The founders include Alexey Ledyaev, pastor of New Generation Church -- a Latvian-based denomination with more than 200 satellite congregations, including one in Sacramento -- and Scott Lively, an anti-gay activist and attorney with California roots who wrote "The Pink Swastika," a book linking Nazi Germany's Third Reich to homosexuality.

Vlad Kusakin, the host of a Sacramento Russian-language radio show and publisher of a Slavic newspaper that circulates in several West Coast cities, has appeared at Watchmen conventions.

The Southern Poverty Law Center has added the Watchmen to its list of hate groups, which includes such organizations as the Aryan Nations and the Golden State Skinheads.

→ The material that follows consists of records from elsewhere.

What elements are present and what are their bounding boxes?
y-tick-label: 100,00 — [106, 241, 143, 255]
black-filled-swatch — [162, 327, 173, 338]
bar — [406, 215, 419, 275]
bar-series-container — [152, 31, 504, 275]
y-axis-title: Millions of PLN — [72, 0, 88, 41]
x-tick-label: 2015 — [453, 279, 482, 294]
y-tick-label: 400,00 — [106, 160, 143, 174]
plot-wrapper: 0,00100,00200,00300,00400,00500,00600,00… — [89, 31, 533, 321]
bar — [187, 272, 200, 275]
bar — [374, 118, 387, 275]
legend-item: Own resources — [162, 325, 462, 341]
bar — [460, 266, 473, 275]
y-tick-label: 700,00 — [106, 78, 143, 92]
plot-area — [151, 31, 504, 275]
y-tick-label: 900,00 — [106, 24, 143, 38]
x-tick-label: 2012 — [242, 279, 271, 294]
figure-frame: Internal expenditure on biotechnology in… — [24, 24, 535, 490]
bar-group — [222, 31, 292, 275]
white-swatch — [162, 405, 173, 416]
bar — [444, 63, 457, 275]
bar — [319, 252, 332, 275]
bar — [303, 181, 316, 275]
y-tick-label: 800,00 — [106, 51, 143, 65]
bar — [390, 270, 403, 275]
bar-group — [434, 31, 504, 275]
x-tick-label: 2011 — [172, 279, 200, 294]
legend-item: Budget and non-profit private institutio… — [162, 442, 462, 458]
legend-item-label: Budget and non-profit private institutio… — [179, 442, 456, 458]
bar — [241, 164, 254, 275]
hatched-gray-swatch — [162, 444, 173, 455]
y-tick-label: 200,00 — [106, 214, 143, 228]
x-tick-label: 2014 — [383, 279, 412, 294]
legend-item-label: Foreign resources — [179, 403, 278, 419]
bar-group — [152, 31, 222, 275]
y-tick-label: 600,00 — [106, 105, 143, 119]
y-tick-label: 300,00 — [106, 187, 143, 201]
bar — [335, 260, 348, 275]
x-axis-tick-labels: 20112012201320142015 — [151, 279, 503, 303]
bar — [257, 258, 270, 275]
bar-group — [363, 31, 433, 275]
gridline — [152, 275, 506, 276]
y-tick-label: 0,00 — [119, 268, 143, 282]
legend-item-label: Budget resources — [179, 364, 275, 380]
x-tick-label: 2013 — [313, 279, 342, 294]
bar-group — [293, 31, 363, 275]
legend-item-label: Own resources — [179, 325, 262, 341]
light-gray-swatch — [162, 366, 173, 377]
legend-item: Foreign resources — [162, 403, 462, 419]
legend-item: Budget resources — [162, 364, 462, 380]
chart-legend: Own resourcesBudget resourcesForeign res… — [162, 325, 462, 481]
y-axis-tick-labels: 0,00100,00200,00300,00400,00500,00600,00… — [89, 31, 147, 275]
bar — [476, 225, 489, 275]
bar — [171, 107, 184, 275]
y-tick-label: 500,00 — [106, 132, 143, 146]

"The rationale is the extreme viciousness of the group's anti-gay propaganda," said Mark Potok, director of the center's Intelligence Project.

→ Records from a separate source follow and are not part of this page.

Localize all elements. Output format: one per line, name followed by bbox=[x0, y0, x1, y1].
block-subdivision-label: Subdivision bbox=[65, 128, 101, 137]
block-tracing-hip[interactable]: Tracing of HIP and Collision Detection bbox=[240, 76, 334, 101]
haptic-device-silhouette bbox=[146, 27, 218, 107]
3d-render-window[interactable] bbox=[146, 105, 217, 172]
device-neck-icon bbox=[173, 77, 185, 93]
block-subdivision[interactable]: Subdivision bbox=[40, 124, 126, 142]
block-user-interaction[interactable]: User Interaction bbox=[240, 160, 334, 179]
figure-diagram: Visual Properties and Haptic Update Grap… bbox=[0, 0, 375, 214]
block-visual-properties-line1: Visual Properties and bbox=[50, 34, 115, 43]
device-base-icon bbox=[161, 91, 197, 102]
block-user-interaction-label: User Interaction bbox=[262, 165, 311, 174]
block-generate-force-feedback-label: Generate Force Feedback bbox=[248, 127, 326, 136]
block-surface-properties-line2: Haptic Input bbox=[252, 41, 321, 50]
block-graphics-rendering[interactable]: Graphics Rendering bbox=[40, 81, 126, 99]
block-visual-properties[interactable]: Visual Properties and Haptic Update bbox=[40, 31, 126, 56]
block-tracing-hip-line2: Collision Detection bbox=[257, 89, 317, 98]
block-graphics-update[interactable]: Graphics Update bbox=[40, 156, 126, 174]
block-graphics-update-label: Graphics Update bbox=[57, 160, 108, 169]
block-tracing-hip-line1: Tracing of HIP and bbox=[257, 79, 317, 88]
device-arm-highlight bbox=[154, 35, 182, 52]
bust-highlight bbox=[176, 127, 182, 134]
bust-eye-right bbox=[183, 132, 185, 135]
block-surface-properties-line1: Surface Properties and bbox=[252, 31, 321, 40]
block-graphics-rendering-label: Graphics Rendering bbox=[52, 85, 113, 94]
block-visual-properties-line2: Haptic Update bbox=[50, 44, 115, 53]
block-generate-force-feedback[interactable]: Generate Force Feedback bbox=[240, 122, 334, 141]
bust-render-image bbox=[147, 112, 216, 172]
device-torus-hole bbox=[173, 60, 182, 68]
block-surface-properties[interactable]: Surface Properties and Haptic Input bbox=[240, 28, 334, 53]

Lively said in an e-mail that Watchmen do not promote or condone violence and are being unfairly subjected to a "hate-themed smear campaign." As for gay people, he said, "The public sympathy they enjoy as a political movement cannot survive honest scrutiny of their lifestyle or agenda."

Shevchenko's trial is set for April 29. Michael Long, his attorney, said the facts don't warrant hate-crime charges. Vusik initially asked Singh and his friends to stop their sexually explicit dancing, the attorney said, but the Fijians refused and called the Russians "white trash."

"I'm sure if it had been two straight people doing simulated sexual acts, they would have felt the same way," Long said. "This wasn't about evangelical versus gay. The Russians just wanted a peaceful picnic, and the Fijians were being obnoxious."